Kurogane wasn't sure. Weren't they going to stick around until things were settled? But he nodded his head anyway.
"They'll be ok." Fai said, and possibly he was talking to himself, but Kurogane nodded anyway.
-
"Fai," Yukito said while they were watching sitcom reruns on the room's embedded tv. Fai gave Yukito his attention, turning away from the television show. He was sitting on the bed next to the other man, reclining with him while Kurogane read a book Toya had brought and Toya was working on the internet via his cell phone.
"I'd like it if you and Kurogane came to our wedding. It'll just be a small thing with a few people, but if you want to come, I'd be happy to see you again."
Kurogane looked up from the book, studying Fai's reaction.
Fai smiled, predictably, but Kurogane couldn't read into the expression.
"I'd really like that! I'm sure Kuro-chan would too, but we might not make it. Kuro-pu lives all the way in Japan and I don't know if we'll be able to come back here for a while."
Kurogane quirked an eyebrow.
"Well, that's ok." Yukito said understandingly. "I'll just give you all the information and if you can make it, that'd be great!"
"It would!" Fai agreed, trying to mirror Yukito's tone. He was so close, Kurogane didn't think that the other two could notice the difference. Kurogane noticed.
"I'll let Kuro-ta hang onto it." Fai said, taking the note to Kurogane. "Since I tend to lose small things." He would not let Kurogane see his eyes as he smiled at the other and Kurogane took the slip of paper from his hand.
-
Fai took up his chair next to Yukito's bed at nine-thirty and folded his arms on the mattress to rest.
"Fai," Yukito said, tired from the medication he was being given. "thank you for staying here with me.

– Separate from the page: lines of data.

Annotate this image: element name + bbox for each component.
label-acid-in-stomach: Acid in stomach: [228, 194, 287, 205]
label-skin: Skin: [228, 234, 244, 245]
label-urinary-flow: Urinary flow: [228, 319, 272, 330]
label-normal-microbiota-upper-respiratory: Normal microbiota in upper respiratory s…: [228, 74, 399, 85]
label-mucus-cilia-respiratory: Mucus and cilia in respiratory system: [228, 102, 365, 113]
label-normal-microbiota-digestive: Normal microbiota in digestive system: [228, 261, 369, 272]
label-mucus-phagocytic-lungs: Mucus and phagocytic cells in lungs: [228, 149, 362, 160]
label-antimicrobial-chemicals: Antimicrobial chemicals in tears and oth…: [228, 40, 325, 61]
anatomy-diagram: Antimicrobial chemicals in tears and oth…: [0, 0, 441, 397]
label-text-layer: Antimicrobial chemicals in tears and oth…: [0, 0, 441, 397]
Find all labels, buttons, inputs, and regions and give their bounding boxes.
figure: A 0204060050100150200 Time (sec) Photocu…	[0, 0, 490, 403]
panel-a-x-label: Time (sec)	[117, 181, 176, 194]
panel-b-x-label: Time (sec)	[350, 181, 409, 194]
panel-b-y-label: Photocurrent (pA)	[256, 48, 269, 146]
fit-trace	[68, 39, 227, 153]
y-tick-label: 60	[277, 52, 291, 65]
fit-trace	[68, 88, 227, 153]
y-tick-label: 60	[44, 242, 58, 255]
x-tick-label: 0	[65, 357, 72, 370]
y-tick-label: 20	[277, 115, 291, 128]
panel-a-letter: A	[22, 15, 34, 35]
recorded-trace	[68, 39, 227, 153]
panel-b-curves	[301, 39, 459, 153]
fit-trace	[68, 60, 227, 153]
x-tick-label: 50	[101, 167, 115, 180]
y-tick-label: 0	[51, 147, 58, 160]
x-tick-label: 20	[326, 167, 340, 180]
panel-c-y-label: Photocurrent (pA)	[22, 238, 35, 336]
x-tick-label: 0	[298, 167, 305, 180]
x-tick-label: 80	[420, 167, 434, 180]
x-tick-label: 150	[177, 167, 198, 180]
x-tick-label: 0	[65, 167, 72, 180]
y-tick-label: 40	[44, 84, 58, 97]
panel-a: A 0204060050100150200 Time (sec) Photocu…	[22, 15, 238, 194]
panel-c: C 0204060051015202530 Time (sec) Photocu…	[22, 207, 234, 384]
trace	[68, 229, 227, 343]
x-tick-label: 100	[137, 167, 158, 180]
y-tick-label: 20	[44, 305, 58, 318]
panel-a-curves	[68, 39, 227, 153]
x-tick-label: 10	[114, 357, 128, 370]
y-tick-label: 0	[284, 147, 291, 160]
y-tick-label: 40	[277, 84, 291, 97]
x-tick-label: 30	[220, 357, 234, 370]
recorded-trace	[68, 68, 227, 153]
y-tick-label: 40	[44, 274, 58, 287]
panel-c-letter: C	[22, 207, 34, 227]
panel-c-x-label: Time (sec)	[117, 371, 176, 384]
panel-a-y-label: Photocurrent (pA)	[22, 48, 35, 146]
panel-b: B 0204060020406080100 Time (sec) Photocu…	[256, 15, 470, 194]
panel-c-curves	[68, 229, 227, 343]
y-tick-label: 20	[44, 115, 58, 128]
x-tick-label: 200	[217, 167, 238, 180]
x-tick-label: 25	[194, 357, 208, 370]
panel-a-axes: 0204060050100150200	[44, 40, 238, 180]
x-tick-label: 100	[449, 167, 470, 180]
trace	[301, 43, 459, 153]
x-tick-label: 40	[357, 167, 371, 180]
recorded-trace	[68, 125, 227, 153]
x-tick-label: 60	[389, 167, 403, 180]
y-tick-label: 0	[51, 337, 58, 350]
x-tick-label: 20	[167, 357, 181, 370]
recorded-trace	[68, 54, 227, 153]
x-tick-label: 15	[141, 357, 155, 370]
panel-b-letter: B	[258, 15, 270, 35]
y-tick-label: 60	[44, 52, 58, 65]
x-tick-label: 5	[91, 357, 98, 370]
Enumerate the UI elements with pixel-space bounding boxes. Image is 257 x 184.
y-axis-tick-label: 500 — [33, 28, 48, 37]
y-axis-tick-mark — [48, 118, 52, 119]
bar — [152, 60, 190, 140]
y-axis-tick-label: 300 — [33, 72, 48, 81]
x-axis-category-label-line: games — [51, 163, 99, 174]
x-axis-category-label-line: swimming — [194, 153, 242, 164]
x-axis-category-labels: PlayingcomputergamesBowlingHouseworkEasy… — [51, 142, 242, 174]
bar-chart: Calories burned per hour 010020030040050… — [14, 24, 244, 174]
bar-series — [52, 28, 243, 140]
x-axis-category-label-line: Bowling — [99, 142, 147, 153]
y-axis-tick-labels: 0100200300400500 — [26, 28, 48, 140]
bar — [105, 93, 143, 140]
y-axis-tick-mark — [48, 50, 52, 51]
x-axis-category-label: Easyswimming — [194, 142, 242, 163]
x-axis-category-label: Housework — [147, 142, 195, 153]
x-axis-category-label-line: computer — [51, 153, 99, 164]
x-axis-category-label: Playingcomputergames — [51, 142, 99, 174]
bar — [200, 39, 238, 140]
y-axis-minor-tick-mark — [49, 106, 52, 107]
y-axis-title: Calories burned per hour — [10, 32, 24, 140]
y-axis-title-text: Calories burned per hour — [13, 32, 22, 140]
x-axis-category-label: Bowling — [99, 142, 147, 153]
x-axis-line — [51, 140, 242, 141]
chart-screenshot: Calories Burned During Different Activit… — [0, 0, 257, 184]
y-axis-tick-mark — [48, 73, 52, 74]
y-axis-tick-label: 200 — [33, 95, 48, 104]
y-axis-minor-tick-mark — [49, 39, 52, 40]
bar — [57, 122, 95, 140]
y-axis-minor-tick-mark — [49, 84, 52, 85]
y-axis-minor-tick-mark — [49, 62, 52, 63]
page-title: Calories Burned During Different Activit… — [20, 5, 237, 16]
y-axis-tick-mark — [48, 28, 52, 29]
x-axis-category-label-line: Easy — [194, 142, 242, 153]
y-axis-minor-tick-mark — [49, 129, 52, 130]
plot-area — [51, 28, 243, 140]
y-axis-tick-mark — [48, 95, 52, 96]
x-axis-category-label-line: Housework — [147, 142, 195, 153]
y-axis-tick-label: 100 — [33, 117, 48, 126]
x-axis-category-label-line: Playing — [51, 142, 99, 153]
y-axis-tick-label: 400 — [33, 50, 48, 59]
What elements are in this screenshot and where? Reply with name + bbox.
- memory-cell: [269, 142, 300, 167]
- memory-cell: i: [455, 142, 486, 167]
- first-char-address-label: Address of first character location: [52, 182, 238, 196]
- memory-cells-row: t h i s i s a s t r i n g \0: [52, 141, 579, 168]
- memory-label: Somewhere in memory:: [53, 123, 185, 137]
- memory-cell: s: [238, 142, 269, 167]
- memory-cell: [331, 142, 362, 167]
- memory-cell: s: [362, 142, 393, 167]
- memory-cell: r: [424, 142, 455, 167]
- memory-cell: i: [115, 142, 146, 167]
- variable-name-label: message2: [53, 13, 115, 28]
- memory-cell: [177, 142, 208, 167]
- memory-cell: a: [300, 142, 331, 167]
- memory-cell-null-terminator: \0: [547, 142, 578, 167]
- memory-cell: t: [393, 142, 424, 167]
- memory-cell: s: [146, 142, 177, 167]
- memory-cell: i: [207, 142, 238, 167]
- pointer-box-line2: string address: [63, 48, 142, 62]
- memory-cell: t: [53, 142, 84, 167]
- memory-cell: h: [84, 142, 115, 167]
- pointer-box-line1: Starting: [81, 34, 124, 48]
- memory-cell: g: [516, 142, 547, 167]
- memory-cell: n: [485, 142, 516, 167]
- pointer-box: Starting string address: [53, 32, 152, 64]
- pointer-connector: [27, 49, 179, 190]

We're friends, right, Fai?"
"Yes." Fai whispered in the dim light of the monitors.
"Promise me you'll be happy when we see each other again."
"…I will."
-
It was eleven thirty when Fai slowly got up and crossed the floor to Kurogane, waiting in the chair in the corner. Fai stooped to his knees and folded his arms across Kurogane's leg, laying his head to rest over them.
Kurogane didn't move, just let him stay there.
"Let's go." Fai whispered at length and both stood, taking note of their sleeping companions on their way out and closing the door gently behind them.
On the nightstand, the box-of-luck sat open.
Omake! : Since this story is told from Kurogane's point of view, anything that happens outside his awareness can't be told (although I have broken that once for one line that I had to have) but just because he doesn't know certain things doesn't mean that I don't need to know them. So this scene, taking place in the hospital while Kurogane was talking with Toya can't be in the fic but you can still read it since it was written anyway.
---------
"You're very lucky. Kurogane, he's a good man."
Fai laughed lightly. "I didn't know you could tell."
"I can tell how much you care about him. You should show him."
"But I do show him!" Fai's wide grin seemed heavy, weighted, even to him.
"You don't have to tell me, if you don't want to. It isn't any of my business. But if you don't give him a chance, he can't prove himself."
Fai's smile became small but it felt lighter and was easier for him to bear. "You shouldn't worry about Kuro-tan and me. We'll both do alright. We're on our way to the places we belong. I'm sure we'll both be very happy once we get there."
Post whatevers: Last time, I said that The Doctors was a panel of 3 doctors. I don't know why I said that. It's 4, not 3. Just imagine I held up four fingers and said "three".
A note on medical advancements: Advancement in medical treatments steadily occurs over time so Yukito's "minor surgery" would, by today's standards, be considered "major surgery" and corrective treatment in regards to glasses has also advanced considerably.
Fai with Glasses: Kurogane's vision of a Fai with glasses comes from an official clamp artwork.
As always, if you liked, please review. Ja!